Shredz64 – Started Recording Notes

I started recording note data tonight, but I quickly ran into a weird problem that I hadn’t seen before, mainly because I hadn’t previously been loading in so many songs (in the past I’d loaded in 4-5, now I’m loading in 10). Anyway, after a debug session of good length I found a just plain stupid mistake I’d made with pointer arithmetic – it happens to us all sometimes. The issue was I was saving high score data into the area of RAM where I’d copied the kernel into, and needless to say things weren’t working right.

Anyway, fixed that and got the notes recorded for 1 song, 9 more to go. Most will be fairly easy to record for, but there are a few SIDs from the demo scene that will be a little more difficult. Hopefully it won’t be too bad overall.

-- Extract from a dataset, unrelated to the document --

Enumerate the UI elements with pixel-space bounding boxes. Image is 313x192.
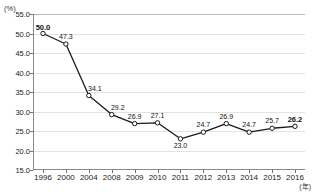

Shredz64 – SID speed handler

Okayyyy, so I added a little more in. I got more space by taking all the text for the credits screen out of the program and putting it onto disk, then writing a very lightweight loader for it to pop directly into screen memory. That freed up 300 bytes. I needed space as I wanted to add support for playing PAL SIDs on NTSC systems at the right speed and vice versa. Don’t get too excited, it only works for SIDs that have the system speed specified in the file (which isn’t all of them by any means), and it doesn’t alter the frequency, only the playing speed. So NTSC users playing PAL songs will hear the song at a slightly higher frequency, but the song will still play the right speed (and the notes will go at the right speed). Not a big deal, but there were a few really great SIDs I’m including in the game that are PAL and have their system speed specified in the file, and they sounded so much better at their right speed, so it was worth it just for those (and future) SIDs.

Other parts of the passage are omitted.